Project/Area Number |
21K20108
|
Research Category |
Grant-in-Aid for Research Activity Start-up
|
Allocation Type | Multi-year Fund |
Review Section |
0106:Political science and related fields
|
Research Institution | Sophia University |
Principal Investigator |
KINYUA Kithinji 上智大学, アジア文化研究所, 研究員 (50909265)
|
Project Period (FY) |
2021-08-30 – 2023-03-31
|
Project Status |
Completed (Fiscal Year 2022)
|
Budget Amount *help |
¥3,120,000 (Direct Cost: ¥2,400,000、Indirect Cost: ¥720,000)
Fiscal Year 2022: ¥1,560,000 (Direct Cost: ¥1,200,000、Indirect Cost: ¥360,000)
Fiscal Year 2021: ¥1,560,000 (Direct Cost: ¥1,200,000、Indirect Cost: ¥360,000)
|
Keywords | Digital platforms / Digital democracy / Decentralisation / State programmes / Rumours / Kenya’s 2022 elections / Rumours and gossip / Kenya's 2022 elections / Social network analysis / State Programmes |
Outline of Research at the Start |
This study is about the effects netted upon daily livelihoods of Kenyans by emerging digital technologies.
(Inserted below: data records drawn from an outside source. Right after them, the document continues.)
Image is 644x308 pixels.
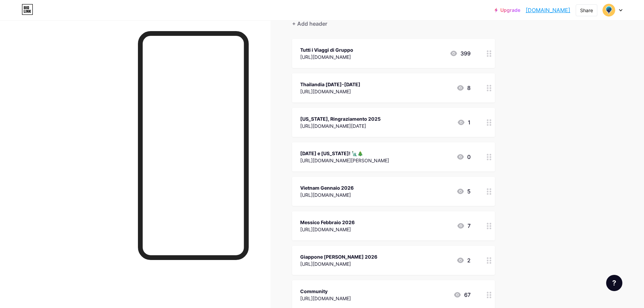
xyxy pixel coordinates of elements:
[457,118,470,127] div: 1
[449,49,470,58] div: 399
[300,253,377,261] div: Giappone [PERSON_NAME] 2026
[292,20,327,28] div: + Add header
[526,6,570,14] a: [DOMAIN_NAME]
[300,226,355,233] div: [URL][DOMAIN_NAME]
[300,88,360,95] div: [URL][DOMAIN_NAME]
[456,187,470,196] div: 5
[456,84,470,92] div: 8
[300,184,354,192] div: Vietnam Gennaio 2026
[300,46,353,54] div: Tutti i Viaggi di Gruppo
[580,7,593,14] div: Share
[300,157,389,164] div: [URL][DOMAIN_NAME][PERSON_NAME]
[300,150,389,157] div: [DATE] e [US_STATE]! 🗽🎄
[300,261,377,268] div: [URL][DOMAIN_NAME]
[456,153,470,161] div: 0
[495,7,520,13] a: Upgrade
[300,115,380,123] div: [US_STATE], Ringraziamento 2025
[300,81,360,88] div: Thailandia [DATE]-[DATE]
[457,222,470,230] div: 7
[300,123,380,130] div: [URL][DOMAIN_NAME][DATE]
[300,192,354,199] div: [URL][DOMAIN_NAME]
[300,288,351,295] div: Community
[300,54,353,61] div: [URL][DOMAIN_NAME]
[456,256,470,265] div: 2
[602,4,615,17] img: moondoo
[300,219,355,226] div: Messico Febbraio 2026
[300,295,351,302] div: [URL][DOMAIN_NAME]
[453,291,470,299] div: 67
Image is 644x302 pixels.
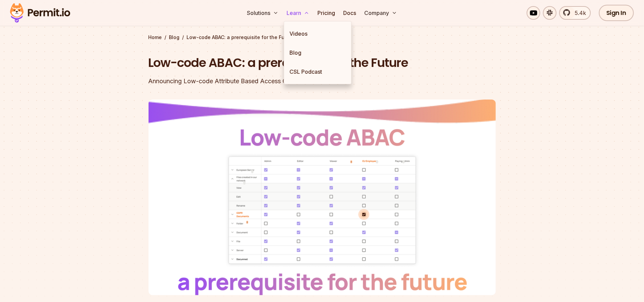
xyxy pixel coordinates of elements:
[571,9,586,17] span: 5.4k
[148,34,162,41] a: Home
[599,4,634,21] a: Sign In
[148,100,496,295] img: Low-code ABAC: a prerequisite for the Future
[169,34,180,41] a: Blog
[284,6,312,20] button: Learn
[284,62,351,81] a: CSL Podcast
[284,24,351,43] a: Videos
[148,34,496,41] div: / /
[559,6,591,20] a: 5.4k
[284,43,351,62] a: Blog
[7,1,73,25] img: Permit logo
[314,6,338,20] a: Pricing
[340,6,359,20] a: Docs
[148,76,409,86] div: Announcing Low-code Attribute Based Access Control (ABAC)
[361,6,400,20] button: Company
[244,6,281,20] button: Solutions
[148,54,409,71] h1: Low-code ABAC: a prerequisite for the Future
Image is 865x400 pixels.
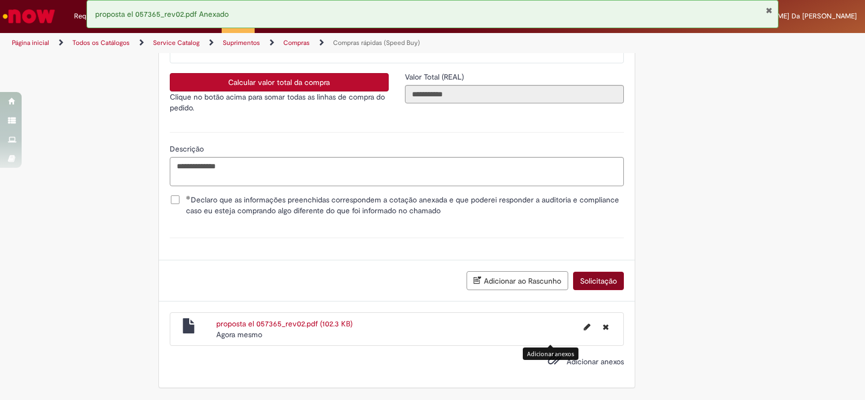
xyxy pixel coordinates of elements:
[333,38,420,47] a: Compras rápidas (Speed Buy)
[216,329,262,339] span: Agora mesmo
[223,38,260,47] a: Suprimentos
[12,38,49,47] a: Página inicial
[573,271,624,290] button: Solicitação
[523,347,579,360] div: Adicionar anexos
[216,329,262,339] time: 29/09/2025 10:27:10
[405,71,466,82] label: Somente leitura - Valor Total (REAL)
[567,356,624,366] span: Adicionar anexos
[467,271,568,290] button: Adicionar ao Rascunho
[405,72,466,82] span: Somente leitura - Valor Total (REAL)
[186,194,624,216] span: Declaro que as informações preenchidas correspondem a cotação anexada e que poderei responder a a...
[170,157,624,186] textarea: Descrição
[72,38,130,47] a: Todos os Catálogos
[766,6,773,15] button: Fechar Notificação
[186,195,191,200] span: Obrigatório Preenchido
[596,318,615,335] button: Excluir proposta el 057365_rev02.pdf
[283,38,310,47] a: Compras
[95,9,229,19] span: proposta el 057365_rev02.pdf Anexado
[735,11,857,21] span: [PERSON_NAME] Da [PERSON_NAME]
[170,73,389,91] button: Calcular valor total da compra
[170,144,206,154] span: Descrição
[578,318,597,335] button: Editar nome de arquivo proposta el 057365_rev02.pdf
[153,38,200,47] a: Service Catalog
[216,318,353,328] a: proposta el 057365_rev02.pdf (102.3 KB)
[8,33,569,53] ul: Trilhas de página
[170,91,389,113] p: Clique no botão acima para somar todas as linhas de compra do pedido.
[405,85,624,103] input: Valor Total (REAL)
[1,5,57,27] img: ServiceNow
[74,11,112,22] span: Requisições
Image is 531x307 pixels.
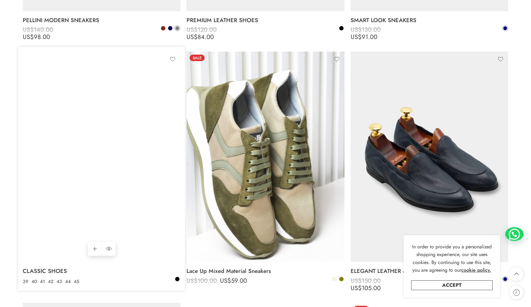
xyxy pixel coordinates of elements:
bdi: 130.00 [350,25,381,34]
span: US$ [350,25,362,34]
span: US$ [350,284,362,293]
a: Navy [502,25,508,31]
span: In order to provide you a personalized shopping experience, our site uses cookies. By continuing ... [412,243,491,274]
a: CLASSIC SHOES [23,265,180,277]
a: Select options for “CLASSIC SHOES” [88,242,102,256]
a: PREMIUM LEATHER SHOES [186,14,344,26]
a: Beige [331,276,337,282]
span: US$ [186,276,198,285]
span: US$ [186,25,198,34]
a: Olive [339,276,344,282]
a: 43 [55,278,64,285]
a: Lace Up Mixed Material Sneakers [186,265,344,277]
a: Navy [502,276,508,282]
span: US$ [23,25,34,34]
a: PELLINI MODERN SNEAKERS [23,14,180,26]
bdi: 91.00 [350,33,377,41]
a: Dark Navy [167,25,173,31]
a: ELEGANT LEATHER MOCCASIN [350,265,508,277]
a: 45 [72,278,81,285]
span: US$ [220,276,231,285]
bdi: 98.00 [23,33,50,41]
a: Black [174,276,180,282]
bdi: 140.00 [23,25,53,34]
a: 40 [30,278,38,285]
a: Black [339,25,344,31]
a: QUICK SHOP [102,242,115,256]
span: US$ [350,276,362,285]
span: US$ [23,33,34,41]
bdi: 100.00 [186,276,217,285]
span: US$ [186,33,198,41]
bdi: 84.00 [186,33,214,41]
a: 42 [46,278,55,285]
a: cookie policy. [461,266,491,274]
bdi: 59.00 [220,276,247,285]
a: SMART LOOK SNEAKERS [350,14,508,26]
a: Accept [411,280,492,290]
span: Sale [190,55,205,61]
a: 44 [64,278,72,285]
a: Brown [160,25,166,31]
bdi: 105.00 [350,284,381,293]
a: Grey [174,25,180,31]
bdi: 150.00 [350,276,381,285]
a: 41 [38,278,46,285]
bdi: 120.00 [186,25,217,34]
span: US$ [350,33,362,41]
bdi: 120.00 [23,276,53,285]
span: US$ [23,276,34,285]
a: 39 [21,278,30,285]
The purpose is to clarify the reality of how ordinary citizens are taking advantage of the digital platforms to engage and participate in the state’s and market’s decentralised programmes. Using ethnographic data, I aim to elucidate the dynamic aspects in which interpersonal interactions enable mobilisation of resources, helping youths to leverage digital platforms to contest and claim political rights from elected officials and local and national government representatives.
|
Outline of Final Research Achievements |
This research explored interpersonal links among rural dwellers in Kenya to predict how they are applied on emerging digital platforms. We established the patterns that youth create and imply during an election season. We established that the networks traditionally used for political mobilisation in Kenya remain key elements of leveraging fiscal opportunities, both in plug-off and digital spaces. We evaluated common narratives that took the form of rumours during the peak of the election season. We found that the discourses of ordinary people have distinct features that explain patterns of determining who to vote for, and they remain similar on digital platforms and plug-off spaces. This study expanded notions of rumours in Kenyan political discourse as intermingled in both digital and plug-off spaces, describing rumours as a weapon for the disenfranchised to engage with the State. The impact is analysed as an increased engagement with State resources, at times claiming them as rights.
|
Academic Significance and Societal Importance of the Research Achievements |
This work expounds notions of rumours in Kenya's political discourse as weapons of disenfranchised engaging the State. We use social network analysis to understand mobilisation in digital and plug-off spaces. We unravel political discourse in Africa in the wake of the global phenomenon of fake news.